The tribe has no set schedule for the projects. “It’s not ‘Indian time,’ ” Hepfer said. “It’s when everything is ready.”

The Lower Elwha say they’re rewriting history.

“By utilizing what we have, rediscovering it, we’re changing the Columbus account that I grew up on,” said Tribal Chairwoman Frances Charles.

“We have that opportunity to change the curriculums, to talk about our history, from kindergarten all the way up to the college level.”

The journey isn’t one the Lower Elwha wanted to start in August 2003, when graving yard contractors dug into the 2,700-year-old Klallam village.

Although crews began finding artifacts and human bones within weeks, the project was not shut down until December 2004, after a tense, emotional clash of cultures involving the tribe, the city of Port Angeles and state and federal officials.

“If we could have done what we needed to do, none of us would have been faced with the realities we’ve dealt with,” Charles said.
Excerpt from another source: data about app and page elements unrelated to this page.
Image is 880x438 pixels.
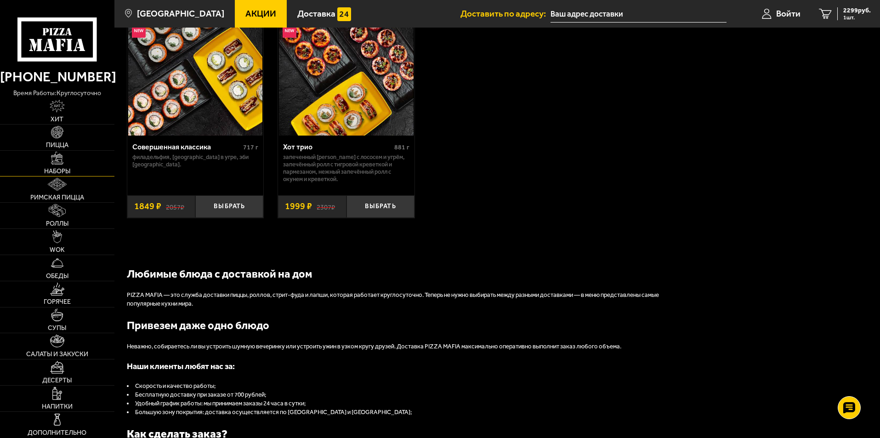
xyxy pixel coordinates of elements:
span: WOK [50,247,65,253]
span: Наборы [44,168,70,175]
span: Обеды [46,273,68,279]
p: Филадельфия, [GEOGRAPHIC_DATA] в угре, Эби [GEOGRAPHIC_DATA]. [132,153,259,168]
span: Наши клиенты любят нас за: [127,361,235,371]
p: PIZZA MAFIA — это служба доставки пиццы, роллов, стрит-фуда и лапши, которая работает круглосуточ... [127,291,678,308]
li: Удобный график работы: мы принимаем заказы 24 часа в сутки; [127,399,678,408]
span: Десерты [42,377,72,384]
span: Доставка [297,9,335,18]
b: Привезем даже одно блюдо [127,319,269,332]
li: Большую зону покрытия: доставка осуществляется по [GEOGRAPHIC_DATA] и [GEOGRAPHIC_DATA]; [127,408,678,417]
li: Скорость и качество работы; [127,382,678,391]
p: Запеченный [PERSON_NAME] с лососем и угрём, Запечённый ролл с тигровой креветкой и пармезаном, Не... [283,153,409,183]
span: Римская пицца [30,194,84,201]
span: 1999 ₽ [285,202,312,211]
button: Выбрать [195,195,263,218]
span: Пицца [46,142,68,148]
a: АкционныйНовинкаХот трио [278,1,415,136]
span: Напитки [42,404,73,410]
span: 881 г [394,143,409,151]
img: Новинка [132,24,146,38]
s: 2057 ₽ [166,202,184,211]
div: Совершенная классика [132,142,241,151]
s: 2307 ₽ [317,202,335,211]
span: 1 шт. [843,15,871,20]
span: Салаты и закуски [26,351,88,358]
span: Доставить по адресу: [460,9,551,18]
img: Хот трио [279,1,413,136]
span: Хит [51,116,63,123]
span: 1849 ₽ [134,202,161,211]
p: Неважно, собираетесь ли вы устроить шумную вечеринку или устроить ужин в узком кругу друзей. Дост... [127,342,678,351]
a: АкционныйНовинкаСовершенная классика [127,1,264,136]
button: Выбрать [347,195,415,218]
span: Роллы [46,221,68,227]
span: Горячее [44,299,71,305]
input: Ваш адрес доставки [551,6,727,23]
span: 2299 руб. [843,7,871,14]
img: Новинка [283,24,296,38]
img: Совершенная классика [128,1,262,136]
span: Дополнительно [28,430,86,436]
li: Бесплатную доставку при заказе от 700 рублей; [127,391,678,399]
img: 15daf4d41897b9f0e9f617042186c801.svg [337,7,351,21]
span: Супы [48,325,66,331]
div: Хот трио [283,142,392,151]
span: Акции [245,9,276,18]
b: Любимые блюда с доставкой на дом [127,267,312,280]
span: 717 г [243,143,258,151]
span: Войти [776,9,801,18]
span: [GEOGRAPHIC_DATA] [137,9,224,18]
“If our people had the capability and laws we have now (that protect Native American cemeteries), our ancestors never would have allowed that to happen.”

Besides leveling and landscaping, the Lower Elwha say they still have lots to do at Tse-whit-zen.

“We have so many more of the piles we have to screen through,” Charles said about the tarpaulin-covered mounds of earth that stand around the 22 1/2 acres.

Even the dirt with which the cedar caskets were covered bore fragmentary remains, she said.

“It will take I don’t know how many years to go through the piles that have high probability, medium probability and low probability of isolates and artifacts,” Hepfer said.

The Lower Elwha don’t voice any pleasure over stopping the state Department of Transportation from completing the graving yard.

Despite the anger that greeted the tribe’s terminating the project, local businesses sold tools for the reburial – shovels, wheelbarrows and other equipment – to the tribe at reduced prices.

“I really want to say thanks,” Charles said. “The local businesses have really stepped forward.”

And the tribe is proud that it emerged from the controversy with what it wanted: To return the ancestors to their final resting place.

“We could take care of all the wrongs, all the disturbances over the years, all the mills, all the digging them up and throwing them back,” Tribal Council member Phil Charles said.

“It brought us as a community together to a conclusion to take care of our ancestors and not allow them to be disturbed anymore.”

Added Hepfer: “I believe this tribe can do anything. It shows other tribes that they can step up and do things, too.”

The experience also illustrated the Native American maxim that decisions should be made to benefit the next seven generations.

By one calculation, that’s as much time as has elapsed since the tribe signed the Treaty of Point No Point in 1855.

For now, the Lower Elwha Klallam will consider what they’ll do with Tse-whit-zen once the site is regraded.

“It’s going to be a place we’ll be able to visit with our ancestors,” Frances Charles said.

They also want to recreate their ancestors’ home.

“We have a lot of preparation for what we visualize as a village down there, to reconstruct what the village would have looked like.

“We all have a mental picture of how we’d like to see it, but we have to collaborate with everybody’s thoughts.

“These are things we want to design so we can show our kids and our community.”